On one hand, the Giants are saying all the right things about Daniel Jones being their long-term answer at quarterback. On the other hand, they’ve yet to take the one specific action that would give their words true credibility.
They’ve yet to pick up the fifth-year option on Jones’s rookie contract.
“That’s not a decision we’ve made as of yet,” Giants co-owner John Mara said Sunday, via Dan Duggan of TheAthletic.com. “That’s a discussion we’ll be having over the next month or so.”
As new G.M. Joe Schoen explained during a visit to PFT Live at the Scouting Combine, the Giants plan to take advantage of their opportunity to learn more about Jones before making the decision.
“The advantage that we have is that with [Brian] Daboll being a new head coach, the players will be in the building on April 4th,” Schoen said on March 2. “We’ll get to have a chance to have a minicamp the week before the draft. Again, we’re going to take our time with the process. We’re going to be around Daniel. We’re going to get the chance to see him throw and work with the guys that we have. We don’t have to have a decision until May 2nd. We’re going to be patient with that decision.”
It makes sense. But it’s also hard to reconcile their hesitation with the repeated glowing remarks, including Sunday’s proclamation from Mara that the Giants believe they have a keeper in Jones.
The Giants have several options for proceeding. If they exercise the option, he’ll be under contract for 2023 at a fully-guaranteed salary of $23.384 million. If they wait -- and if they change their mind about Jones -- they’ll be able to walk away after 2022, with no further obligation. If they wait and then realize Jones is the guy, they’ll have to use the franchise tag (which will be in excess of $30 million next year) to keep him around for 2023.
They also could try to sign him to a long-term deal now, one that doesn’t have the franchise tag as a starting point. The problem then becomes picking the right spot on an ever-widening array of quarterback salaries. If the Giants have one range in mind and Jones’s representatives have another, it could be very difficult to pinpoint the right number.
Jones also could be willing to wait. To see how it plays out. To bet on himself.
The problem with betting on yourself is that sometimes the bet pays off; sometimes it doesn’t. Complicating matters (or not) would be New York’s bottom-line offer. The higher it is, the riskier Jones’s self-wager becomes.
From the team’s perspective, the fact that the fifth-year option is now fully-guaranteed when exercised (and not just guaranteed for injury, like it used to be) makes it a tougher call. Entering the 2020 season, the Bears opted not to exercise the fifth-year option on Mitch Trubisky. They bet paid off, in a way. They would have regretted exercising the option, and they never faced the regret of not controlling his rights for 2021.
If the Giants do the same, it will be a clear sign (based on Schoen’s explanation from earlier this month) that they haven’t seen enough from Jones in the first month of the offseason program to justify investing $23.384 million in order having to avoid tagging him at more than $30 million in 2023. If they do, it will be an endorsement of Jones for at least two years.
Ultimately, the Giants may regard the decisions made last year by the Panthers with Sam Darnold and the Browns with Baker Mayfield as a cautionary tale. Both franchises would now admit that they made a bad call regarding their would-be franchise quarterbacks. Both teams are now stuck with fully-guaranteed salaries of $18.8 million for 2022 for players they’d rather not have on the roster, especially not at that number.
There’s a way for the Giants to tiptoe through this one, without openly disrespecting Jones. However, the more they praise him in the short term, the more strange it will seem come May 2, if their final decision on Jones’s fifth-year option is, “Nah. We’re good.”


**TASK TO COMPLETE**. Copy out each line of the entries where the word "icon" is present.

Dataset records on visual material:

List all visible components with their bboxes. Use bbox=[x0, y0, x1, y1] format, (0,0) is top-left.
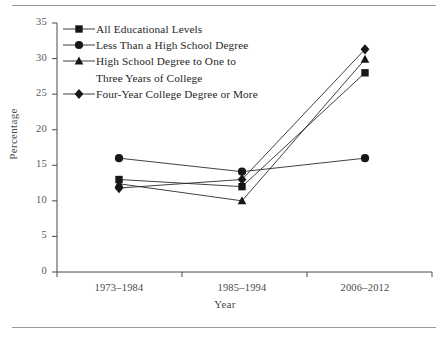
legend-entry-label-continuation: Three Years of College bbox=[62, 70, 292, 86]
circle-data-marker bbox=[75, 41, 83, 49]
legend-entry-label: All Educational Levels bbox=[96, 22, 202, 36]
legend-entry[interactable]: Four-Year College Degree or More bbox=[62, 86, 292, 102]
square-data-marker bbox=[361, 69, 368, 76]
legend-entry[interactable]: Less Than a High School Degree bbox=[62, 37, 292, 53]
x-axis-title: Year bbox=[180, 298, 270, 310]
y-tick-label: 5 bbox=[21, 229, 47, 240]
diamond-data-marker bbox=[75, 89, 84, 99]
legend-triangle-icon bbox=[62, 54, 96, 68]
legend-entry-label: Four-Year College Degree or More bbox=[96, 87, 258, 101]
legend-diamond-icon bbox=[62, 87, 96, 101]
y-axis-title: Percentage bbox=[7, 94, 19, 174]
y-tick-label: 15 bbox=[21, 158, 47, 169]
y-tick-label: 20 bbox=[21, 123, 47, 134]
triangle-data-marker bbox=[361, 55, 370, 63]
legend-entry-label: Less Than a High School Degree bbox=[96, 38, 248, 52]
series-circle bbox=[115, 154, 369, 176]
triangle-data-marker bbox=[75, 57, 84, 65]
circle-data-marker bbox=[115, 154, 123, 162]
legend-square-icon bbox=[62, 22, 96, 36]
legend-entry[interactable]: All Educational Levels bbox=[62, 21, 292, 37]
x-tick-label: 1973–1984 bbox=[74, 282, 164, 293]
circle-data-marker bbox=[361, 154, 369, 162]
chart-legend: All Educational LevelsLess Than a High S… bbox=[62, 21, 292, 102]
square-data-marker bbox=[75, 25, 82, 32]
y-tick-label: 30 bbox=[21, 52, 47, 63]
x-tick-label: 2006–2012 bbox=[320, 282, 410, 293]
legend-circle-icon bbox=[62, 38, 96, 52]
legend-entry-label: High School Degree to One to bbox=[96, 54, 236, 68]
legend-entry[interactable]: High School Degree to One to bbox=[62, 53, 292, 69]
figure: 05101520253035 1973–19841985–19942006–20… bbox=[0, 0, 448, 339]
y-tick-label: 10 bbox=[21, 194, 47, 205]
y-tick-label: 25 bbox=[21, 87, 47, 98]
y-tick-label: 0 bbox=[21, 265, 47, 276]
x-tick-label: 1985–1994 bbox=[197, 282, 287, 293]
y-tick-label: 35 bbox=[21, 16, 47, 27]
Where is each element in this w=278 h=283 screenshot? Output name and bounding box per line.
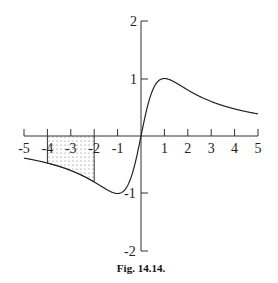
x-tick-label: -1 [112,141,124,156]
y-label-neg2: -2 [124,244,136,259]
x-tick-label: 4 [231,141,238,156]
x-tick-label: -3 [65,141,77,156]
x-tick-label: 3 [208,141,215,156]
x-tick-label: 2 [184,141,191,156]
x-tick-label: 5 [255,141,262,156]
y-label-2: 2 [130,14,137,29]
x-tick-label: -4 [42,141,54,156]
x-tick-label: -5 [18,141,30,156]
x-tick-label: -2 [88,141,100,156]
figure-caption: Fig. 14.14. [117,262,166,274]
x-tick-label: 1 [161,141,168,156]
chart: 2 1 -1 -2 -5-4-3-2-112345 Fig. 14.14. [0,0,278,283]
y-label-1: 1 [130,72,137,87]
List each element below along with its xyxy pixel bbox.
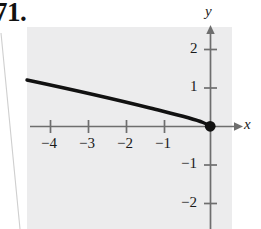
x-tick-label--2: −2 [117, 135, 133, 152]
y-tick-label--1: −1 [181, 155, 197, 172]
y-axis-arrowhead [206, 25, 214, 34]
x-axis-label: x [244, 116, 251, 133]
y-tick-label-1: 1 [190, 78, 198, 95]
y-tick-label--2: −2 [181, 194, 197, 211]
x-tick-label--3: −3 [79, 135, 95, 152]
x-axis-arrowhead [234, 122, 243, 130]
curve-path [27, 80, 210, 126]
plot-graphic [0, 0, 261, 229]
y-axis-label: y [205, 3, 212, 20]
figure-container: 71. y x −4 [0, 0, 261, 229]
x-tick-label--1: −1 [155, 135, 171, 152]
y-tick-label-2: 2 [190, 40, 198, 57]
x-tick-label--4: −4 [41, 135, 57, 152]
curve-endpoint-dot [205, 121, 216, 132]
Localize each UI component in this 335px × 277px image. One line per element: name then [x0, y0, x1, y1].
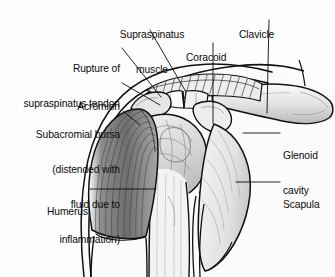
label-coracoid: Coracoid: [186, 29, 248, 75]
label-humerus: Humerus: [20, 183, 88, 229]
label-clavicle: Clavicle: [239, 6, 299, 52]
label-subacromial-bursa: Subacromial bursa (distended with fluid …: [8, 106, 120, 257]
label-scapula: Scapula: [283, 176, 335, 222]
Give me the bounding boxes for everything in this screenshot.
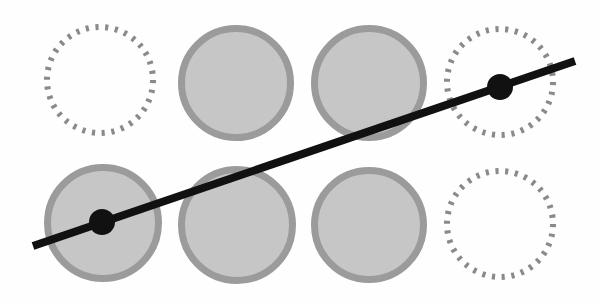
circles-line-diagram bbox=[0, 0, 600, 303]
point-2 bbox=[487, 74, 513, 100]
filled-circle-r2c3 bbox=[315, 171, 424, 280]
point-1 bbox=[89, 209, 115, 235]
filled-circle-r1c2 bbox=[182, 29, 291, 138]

**RESPONSE BOX**.
legend-triangle-icon bbox=[62, 54, 96, 68]
legend-diamond-icon bbox=[62, 87, 96, 101]
legend-square-icon bbox=[62, 22, 96, 36]
legend-circle-icon bbox=[62, 38, 96, 52]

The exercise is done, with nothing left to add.